Nevertheless, the assault of international organizations against the Sri Lanka Government continues. Human Rights Watch (HRW) Geneva Director John Fisher on November 15, 2017, urged the United Nations (UN) members to insist that Sri Lanka adopt an action plan and timeline to implement Geneva proposals as promised to the United Nations Human Rights Council (UNHRC) Resolution adopted in October 2015, and argued, “The Sirisena government made key pledges at the United Nations Human Rights Council in October 2015 to ensure justice, accountability, and security sector reform. The failure of the government to fulfill most of these promises has brought its commitment to reform into question and dashed hopes of victims and affected communities. Sri Lanka is in danger of not just standing still on rights, but backtracking on essential reforms. UN members need to look beyond the increasingly hollow promises of reform, and insist that the government present an action plan and timeline for honoring its commitments.” Similarly, the three-member United Nations (UN) Working Group on Arbitrary Detention comprising José Antonio Guevara Bermúdez, Leigh Toomey and Elina Steinerte who visited Sri Lanka from December 4-15, 2017, to assess the country’ situation regarding the deprivation of liberty, on December 15, 2017, urged the Government to introduce urgent reforms to the ‘outdated’ legal framework to end arbitrary detention in the country. The delegation identified significant challenges to the enjoyment of the right to personal liberty in Sri Lanka, resulting in arbitrary detention across the country.
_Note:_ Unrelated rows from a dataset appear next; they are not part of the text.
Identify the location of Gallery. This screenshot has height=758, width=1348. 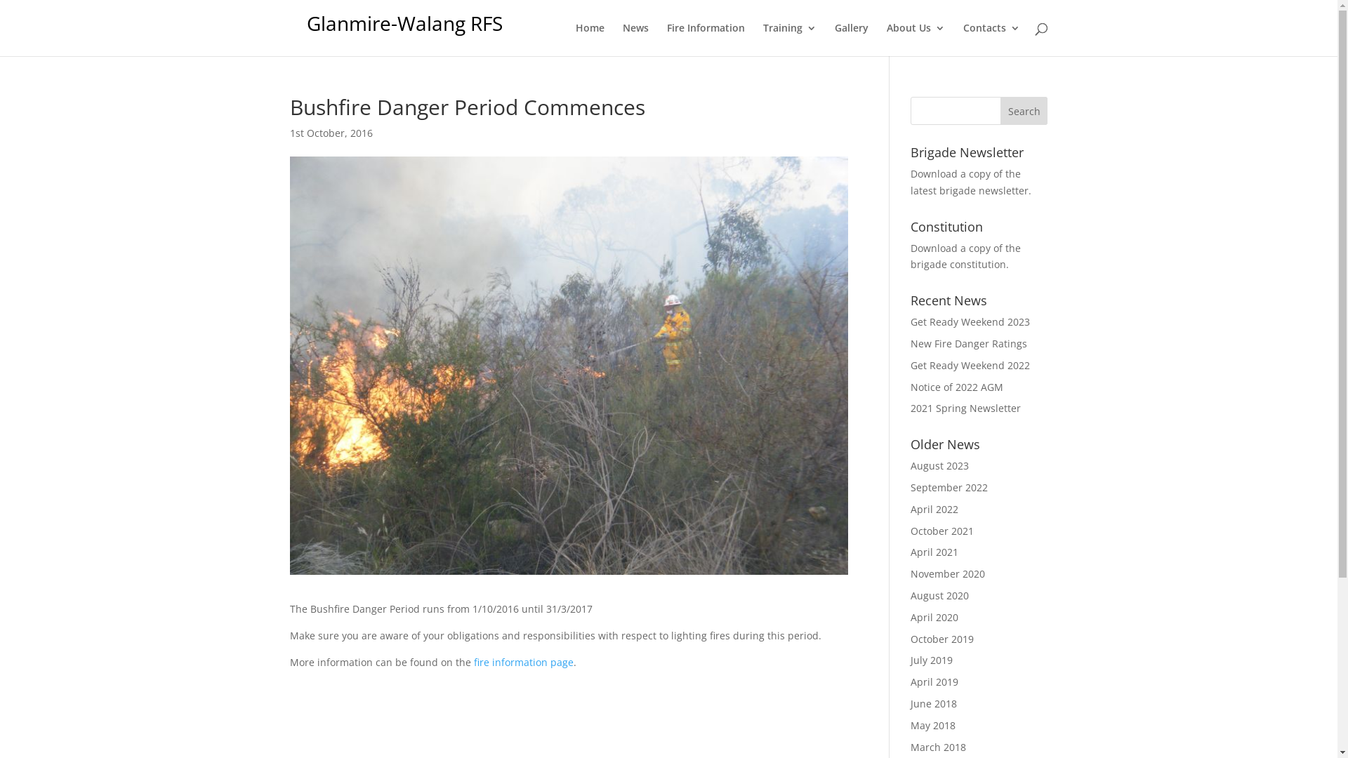
(851, 39).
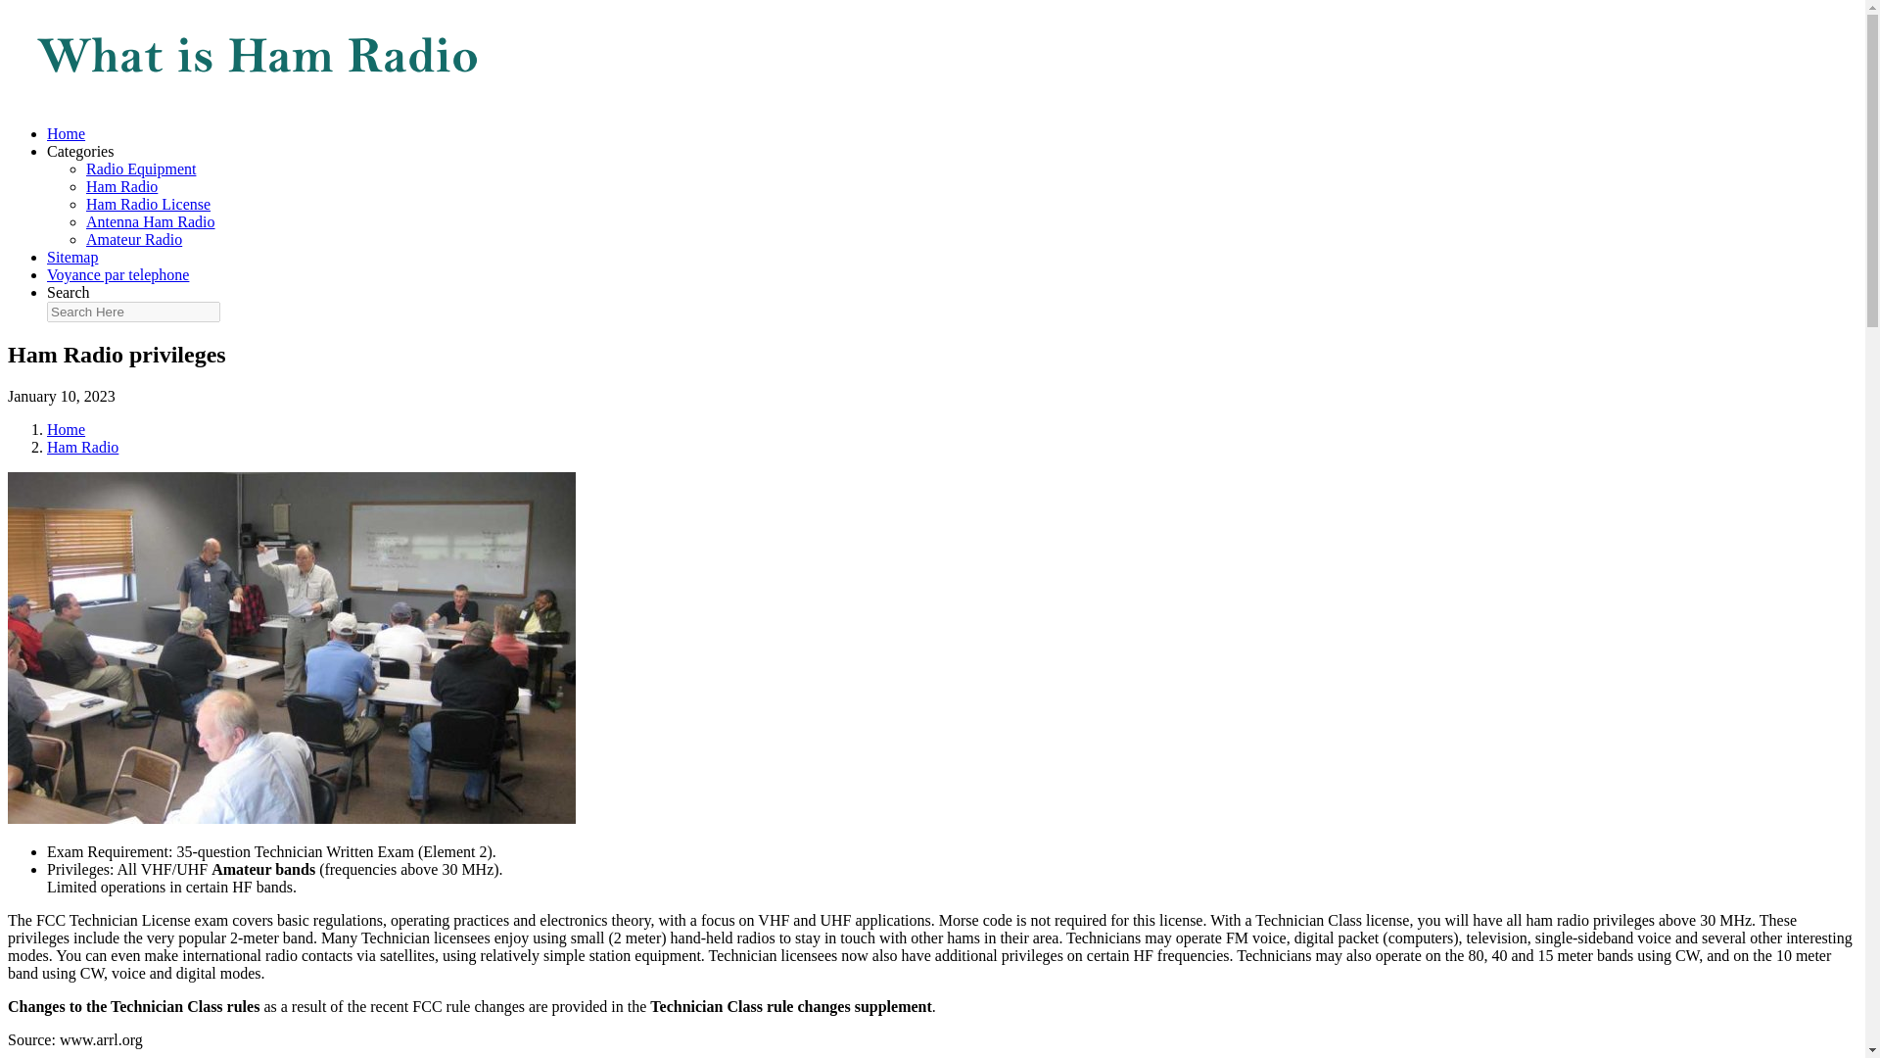 The image size is (1880, 1058). I want to click on Ham Radio, so click(82, 447).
Meanwhile, on June 20, 2017, the Cabinet of Ministers approved Prime Minister Wickremesinghe’s proposal to appoint a Committee of Ministers chaired by him and a Committee of Officials to assist and to coordinate the UNHRC recommendations made in the consensus resolution adopted in October 2015. Further, on November 1, 2017, Prime Minister Wickremesinghe launched the five-year National Action Plan for the Protection and Promotion of Human Rights at a ceremony held at the Parliament Complex. Speaking at the event, the Prime Minister declared the time had come to reaffirm human rights in the country. The National Action Plan for the Protection and Promotion of Human Rights 2017-2021 documents goal-oriented activities in the Human Rights arena, aimed to strengthen national processes and mechanisms for the protection and promotion of human rights through substantial constitutional, legislative, policy and administrative frameworks.
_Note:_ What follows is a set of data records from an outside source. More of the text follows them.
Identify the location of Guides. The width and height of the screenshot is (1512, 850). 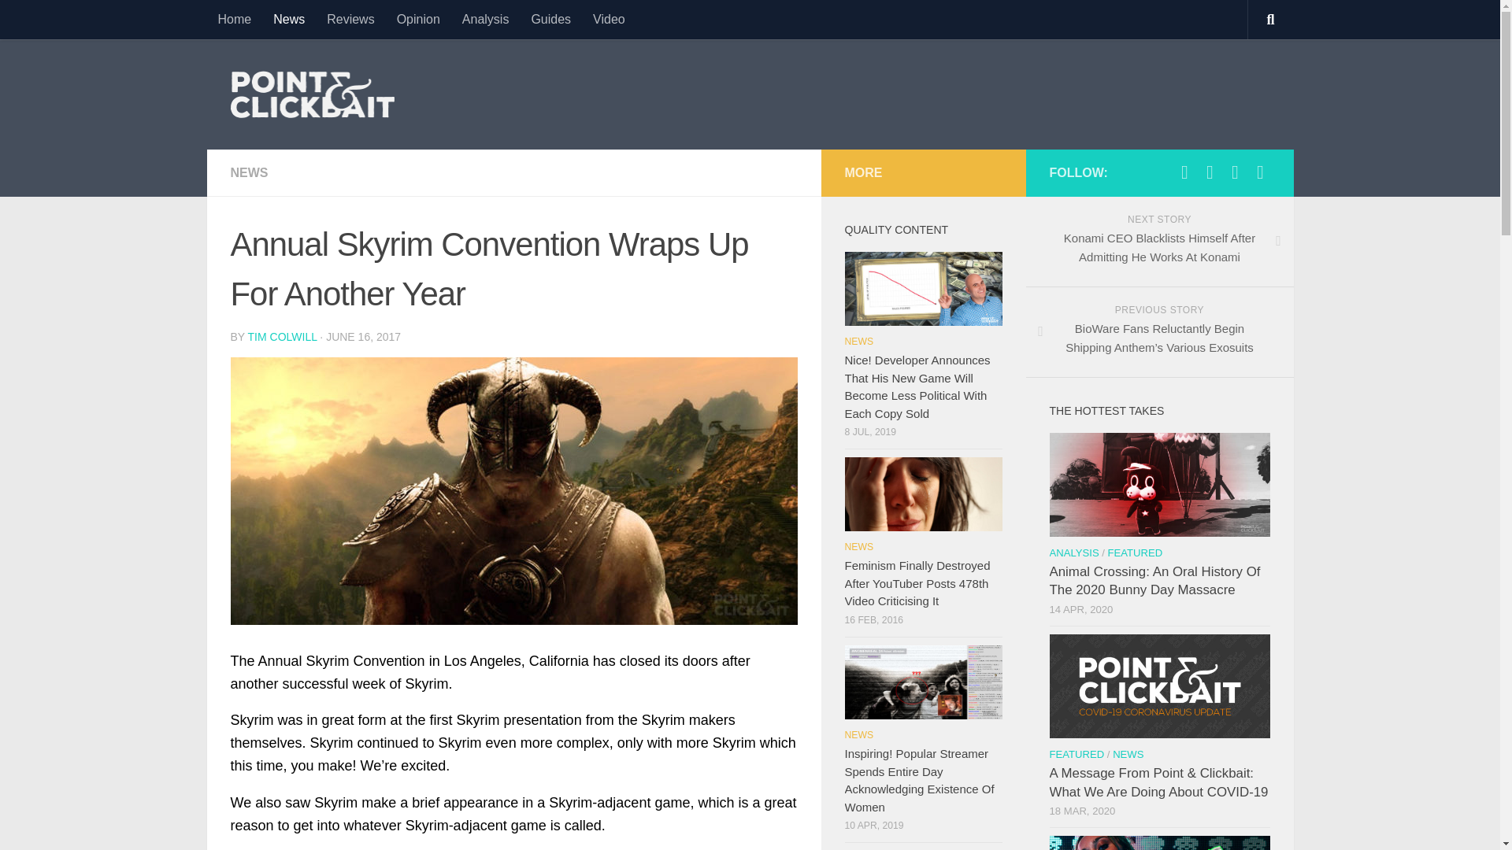
(551, 19).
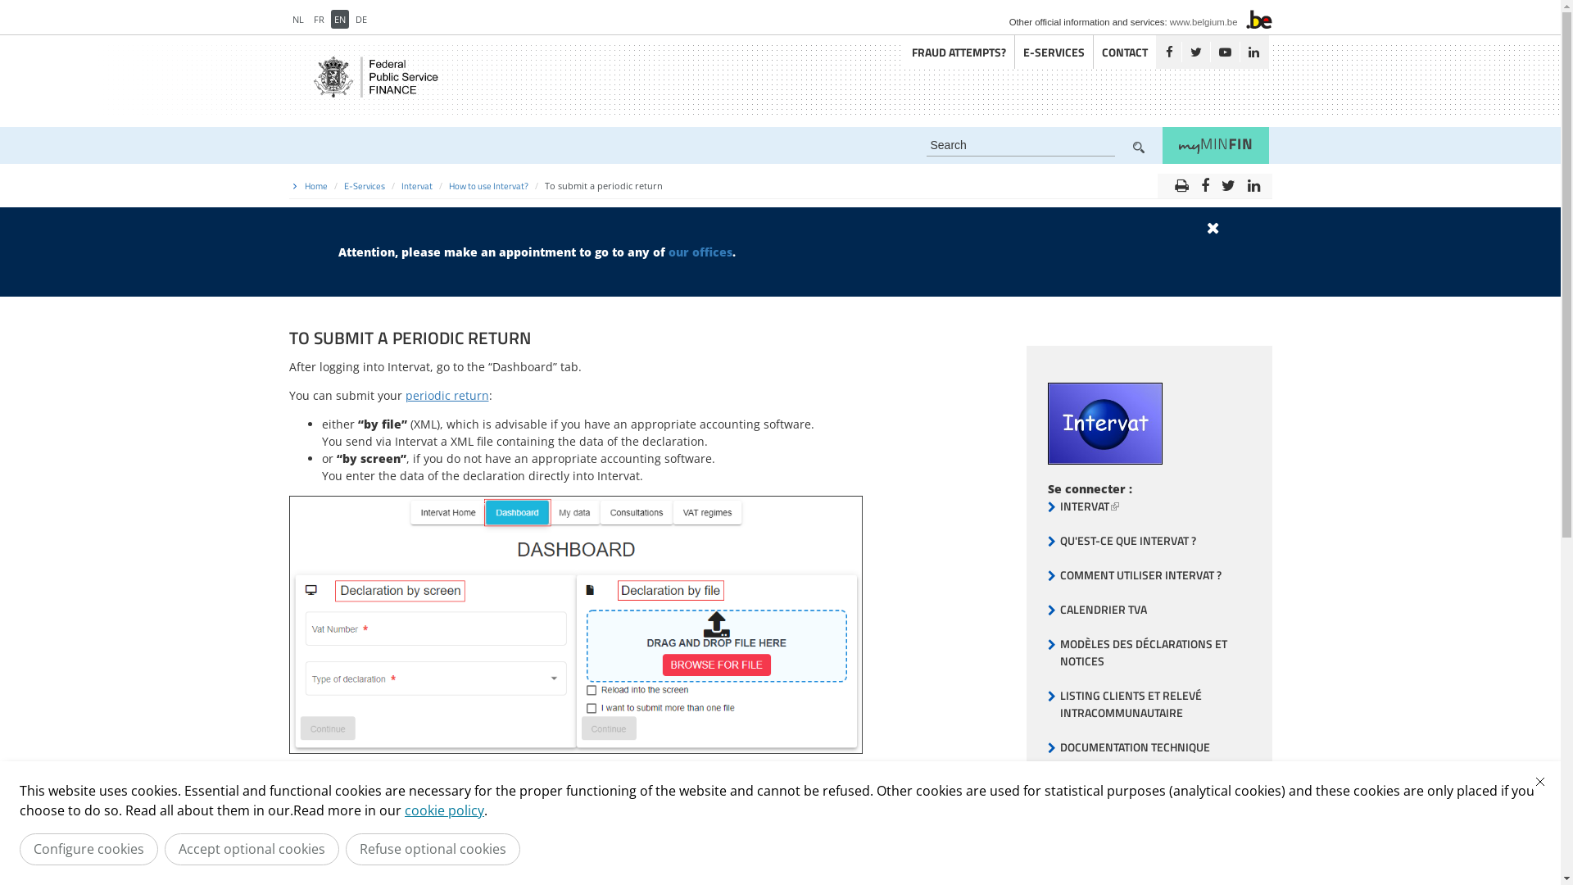 The width and height of the screenshot is (1573, 885). I want to click on Close, so click(1540, 782).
Through 2017, the National Unity Government (NUG) has made remarkable efforts to press forward the reconciliation process by reaching out to the Tamils and initiating constitutional and legal reforms. It has furthered the much-awaited Constitution-making process by debating the Interim Report of the CA Steering Committee in Parliament. It has also passed enabling legislation to establish the OMP to help find the missing persons of the war era. Colombo’s record on these parameters compares favorably with almost any other post-conflict society in the world, and certainly improves on the conduct of Western expeditionary forces in various theatres of strife across the world. But unrealistic expectations and criteria that are not applied to a multiplicity of conflicts – both current and past – are being imposed on Sri Lanka by elements within the international community. These are contaminating the discourse within the country, deepening polarization between the communities, and obstructing the process of reconciliation, rather than contributing in any constructive measure to a peaceful resolution.

* S. Binodkumar Singh
Research Associate, Institute for Conflict Management

SATP

SATP, or the South Asia Terrorism Portal (SATP) publishes the South Asia Intelligence Review, and is a product of The Institute for Conflict Management, a non-Profit Society set up in 1997 in New Delhi, and which is committed to the continuous evaluation and resolution of problems of internal security in South Asia. The Institute was set up on the initiative of, and is presently headed by, its President, Mr. K.P.S. Gill, IPS (Retd).